HubSpot Reassures Users That Sensitive Data Exposure Is “Low Severity” Because Nobody Has Any Sensitive Data Left After The Stock Dropped 66%

CAMBRIDGE, MA — In a calm and measured security bulletin clearly written by a committee that has never had to explain a plugin breach to a CEO, HubSpot confirmed that its WordPress plugin versions up to 11.3.51 may allow sensitive data exposure, but emphasized the issue is “low priority,” despite also carrying a CVSS score of 7.4 and being the exact type of vulnerability commonly used in mass-exploit campaigns.

“We want customers to understand this is serious enough to update immediately, but not serious enough to feel anything,” said a fictional HubSpot spokesperson, gently placing a hand over the company’s $9.61 billion market cap while refusing to make eye contact with its one-year stock chart.

Security experts noted the vulnerability requires Contributor-level access, which HubSpot described as “comforting,” because every WordPress site is famously managed by a tight, disciplined group of highly trained users who never reuse passwords, install random plugins, or give blog interns admin access for “just five minutes.”

At press time, HubSpot had advised users to update the plugin immediately, contact their hosting provider, notify their developer, check Patchstack, review permissions, rotate credentials, monitor logs, and remain reassured that the issue is technically low severity, provided nothing bad happens.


*What is being asked*. Write all of the entries out again exactly, but not the images.

*Dataset records*.

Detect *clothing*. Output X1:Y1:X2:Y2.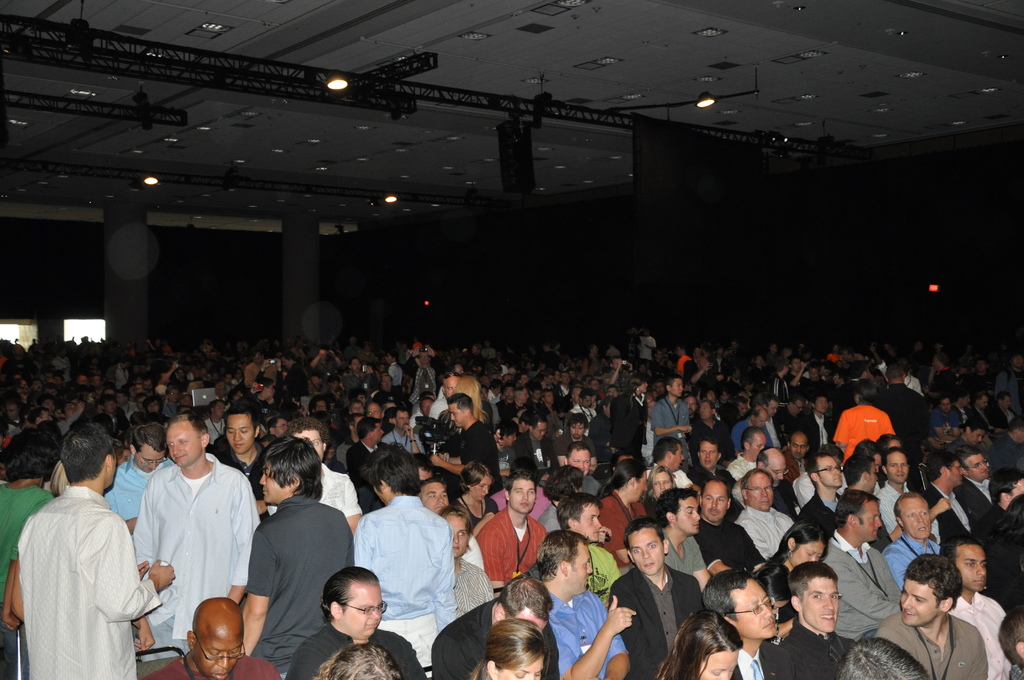
511:398:532:414.
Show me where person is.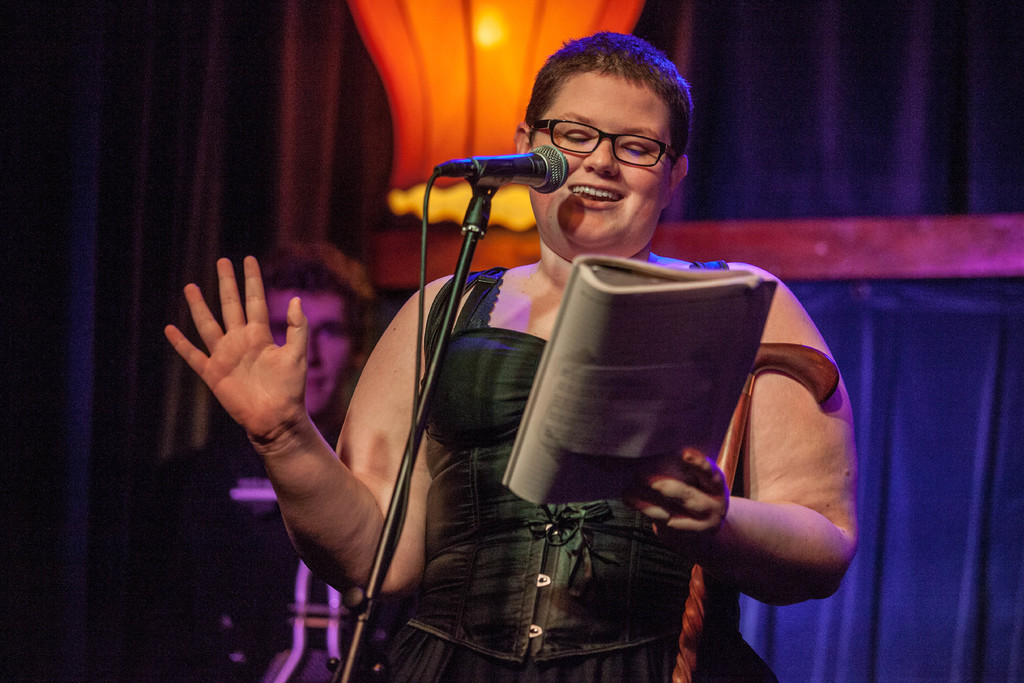
person is at bbox=(111, 235, 392, 682).
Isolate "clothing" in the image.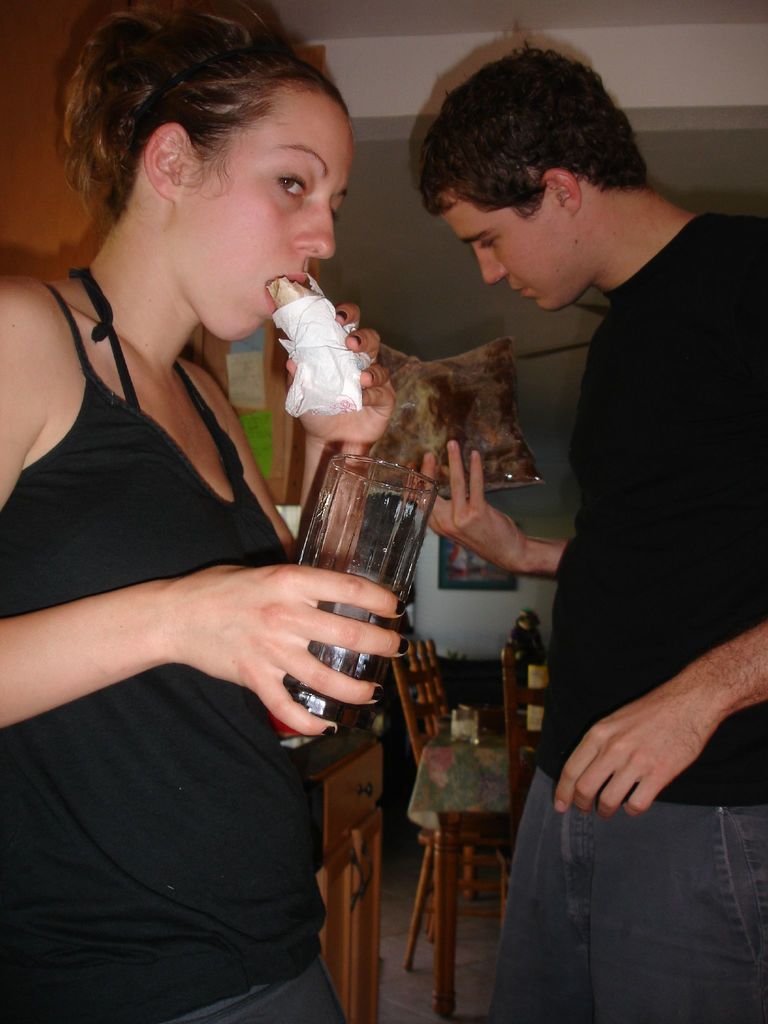
Isolated region: [left=4, top=525, right=402, bottom=993].
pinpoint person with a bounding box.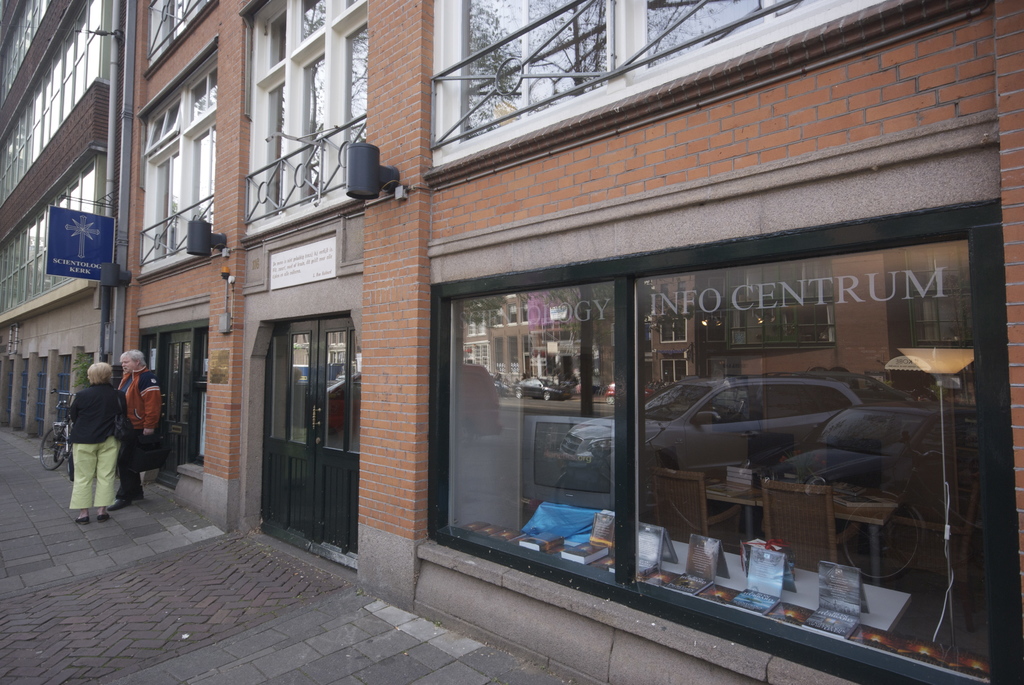
x1=61 y1=338 x2=144 y2=522.
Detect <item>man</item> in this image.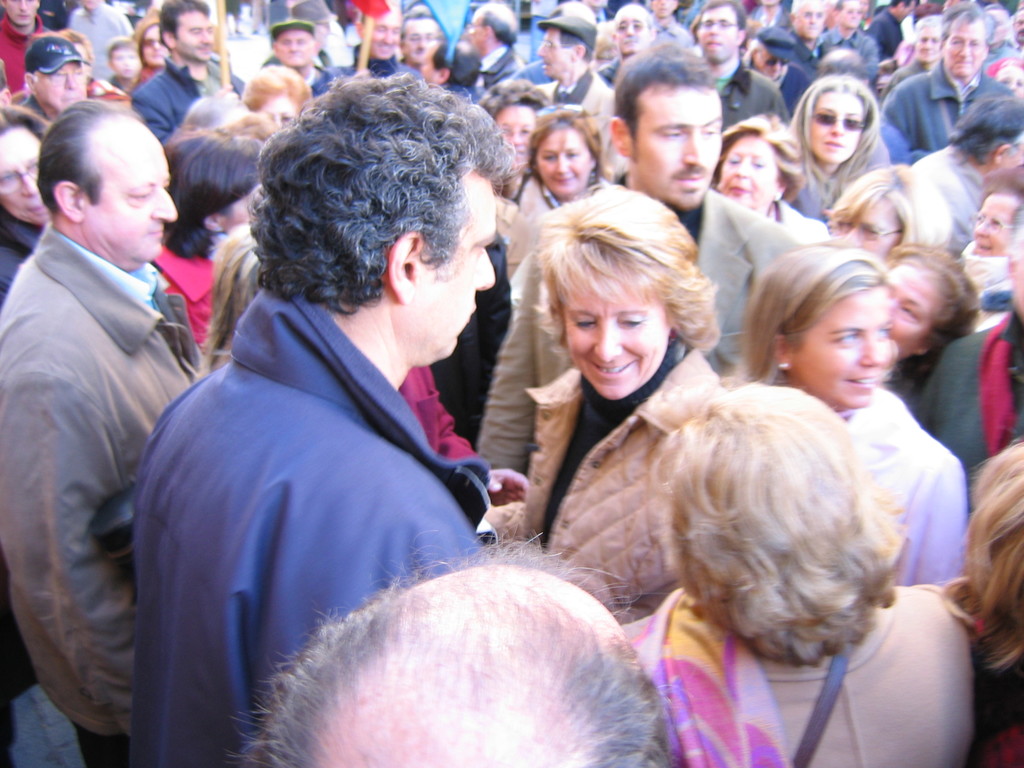
Detection: bbox=[904, 95, 1023, 261].
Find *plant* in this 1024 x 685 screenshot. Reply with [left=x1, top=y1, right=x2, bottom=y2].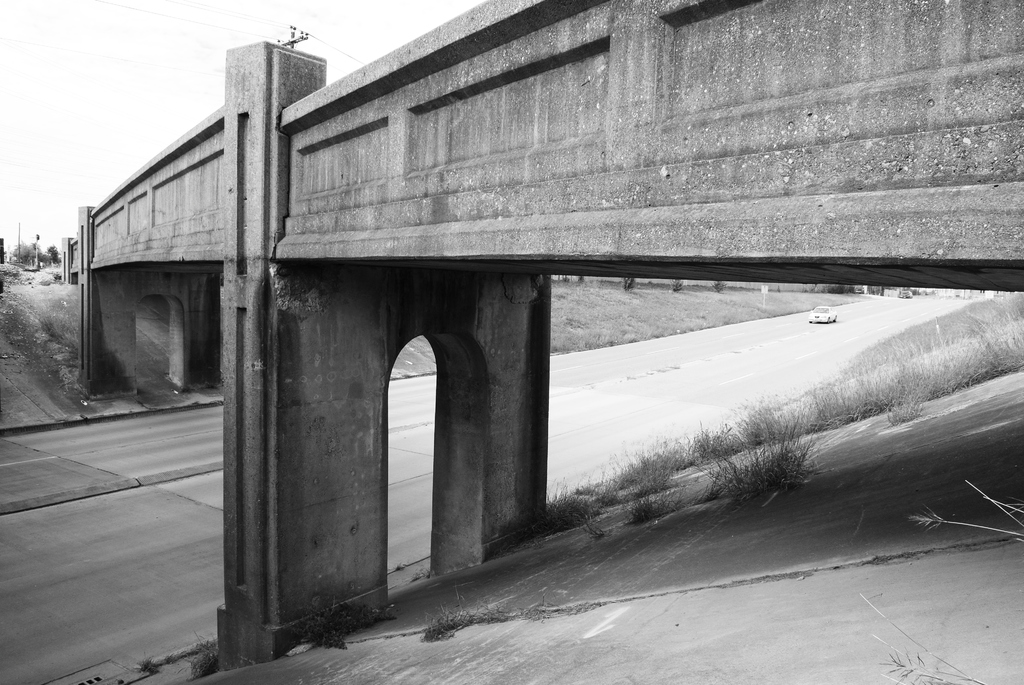
[left=735, top=395, right=787, bottom=441].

*Exercise solution*.
Detect *clothing*. Output X1:Y1:X2:Y2.
511:398:532:414.
Show me where person is.
person is at bbox=(111, 235, 392, 682).
Isolate "clothing" in the image.
Isolated region: [left=4, top=525, right=402, bottom=993].
pinpoint person with a bounding box.
x1=61 y1=338 x2=144 y2=522.
Detect <item>man</item> in this image.
Detection: bbox=[904, 95, 1023, 261].
Find *plant* in this 1024 x 685 screenshot. Reply with [left=x1, top=y1, right=x2, bottom=y2].
[left=735, top=395, right=787, bottom=441].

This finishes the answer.